The Palaeohodites fossil potentially helps resolve the mystery of Ekgmowechashala’s strange presence in North America. It was likely a migrant to the continent instead of being the product of local evolution.

“Due to its unique morphology and its representation only by dental remains, its place on the mammalian evolutionary tree has been a subject of contention and debate. There’s been a prevailing consensus leaning towards its classification as a primate,” study co-author and University of Kansas PhD candidate Kathleen Rust said in a statement. “But the timing and appearance of this primate in the North American fossil record are quite unusual. It appears suddenly in the fossil record of the Great Plains more than 4 million years after the extinction of all other North American primates, which occurred around 34 million years ago.”

[Related: These primate ancestors were totally chill with a colder climate.]

The Ekgmowechashala fossils found in the US during the 1960s include an upper molar that looks very similar to the Palaeohodites molars found in China, according to study co-author and University of Kansas paleontologist Chris Beard. The team from Kansas closely analyzed the fossils to establish evolutionary relationships between the American Ekgmowechashala and its cousin Palaeohodites. 

The paleontologists believe that Ekgmowechashala did not descend from an older North American primate that survived the climate shift roughly 33 million years ago that caused other North American primates to go extinct. Instead, Ekgmowechashala’s ancestors likely crossed over the icy Beringian region that once connected Asia and North America millions of years later.

Rising from the dead

Ekgmowechashala is an example of the “Lazarus effect” in paleontology. This is where a species suddenly appears in the fossil record long after their relatives have died off. It is a reference to Lazarus who, according to New Testament mythology, was raised from the dead. It is also a pattern of evolution seen in the fossil record of North American primates, who went extinct about 34 million years ago. 

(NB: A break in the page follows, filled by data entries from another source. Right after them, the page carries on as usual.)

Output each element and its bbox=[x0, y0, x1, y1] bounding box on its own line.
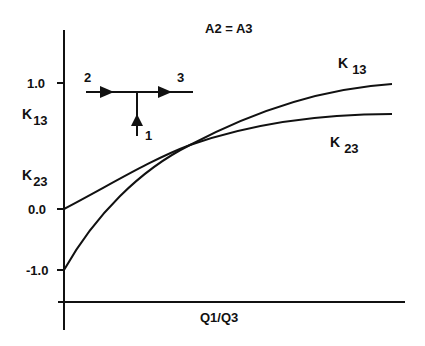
y-tick-neg1: -1.0 bbox=[26, 264, 48, 277]
curve-label-k13: K13 bbox=[338, 56, 363, 70]
x-axis-label: Q1/Q3 bbox=[200, 311, 238, 324]
tee-junction-icon bbox=[86, 86, 193, 136]
branch-label-2: 2 bbox=[84, 71, 91, 84]
chart-title: A2 = A3 bbox=[205, 22, 253, 35]
y-label-k23: K23 bbox=[22, 168, 47, 182]
chart-canvas bbox=[0, 0, 425, 346]
curve-label-k23: K23 bbox=[330, 135, 355, 149]
branch-label-3: 3 bbox=[177, 71, 184, 84]
y-tick-1: 1.0 bbox=[27, 77, 45, 90]
branch-label-1: 1 bbox=[145, 129, 152, 142]
curve-k13 bbox=[64, 84, 392, 270]
y-tick-0: 0.0 bbox=[28, 203, 46, 216]
curve-k23 bbox=[64, 114, 392, 209]
y-label-k13: K13 bbox=[22, 107, 47, 121]
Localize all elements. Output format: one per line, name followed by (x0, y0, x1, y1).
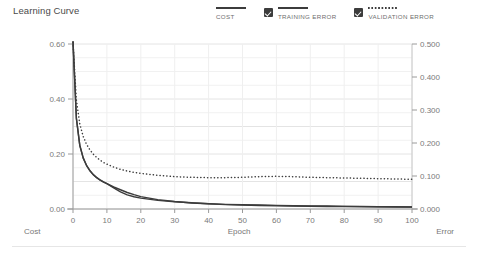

“Several million years later Ekgmowechashala shows up like a drifting gunslinger in a Western movie, only to be a flash in the pan as far as the long trajectory of evolution is concerned,” Beard said in a statement. “After Ekgmowechashala is gone for more than 25 million years, Clovis people come to North America, marking the third chapter of primates on this continent. Like Ekgmowechashala, humans in North America are a prime example of the Lazarus effect.”

The past is prologue?

Studying the way primates were affected by previous changes in climate can provide important insight to today’s human-driven climate change. Organisms generally retreat to more hospitable regions with the available resources or end up going extinct

“Around 34 million years ago, all of the primates in North America couldn’t adapt and survive. North America lacked the necessary conditions for survival,” said Rust. “This underscores the significance of accessible resources for our non-human primate relatives during times of drastic climatic change.

The post North America was once home to some unusual wild monkeys appeared first on Popular Science.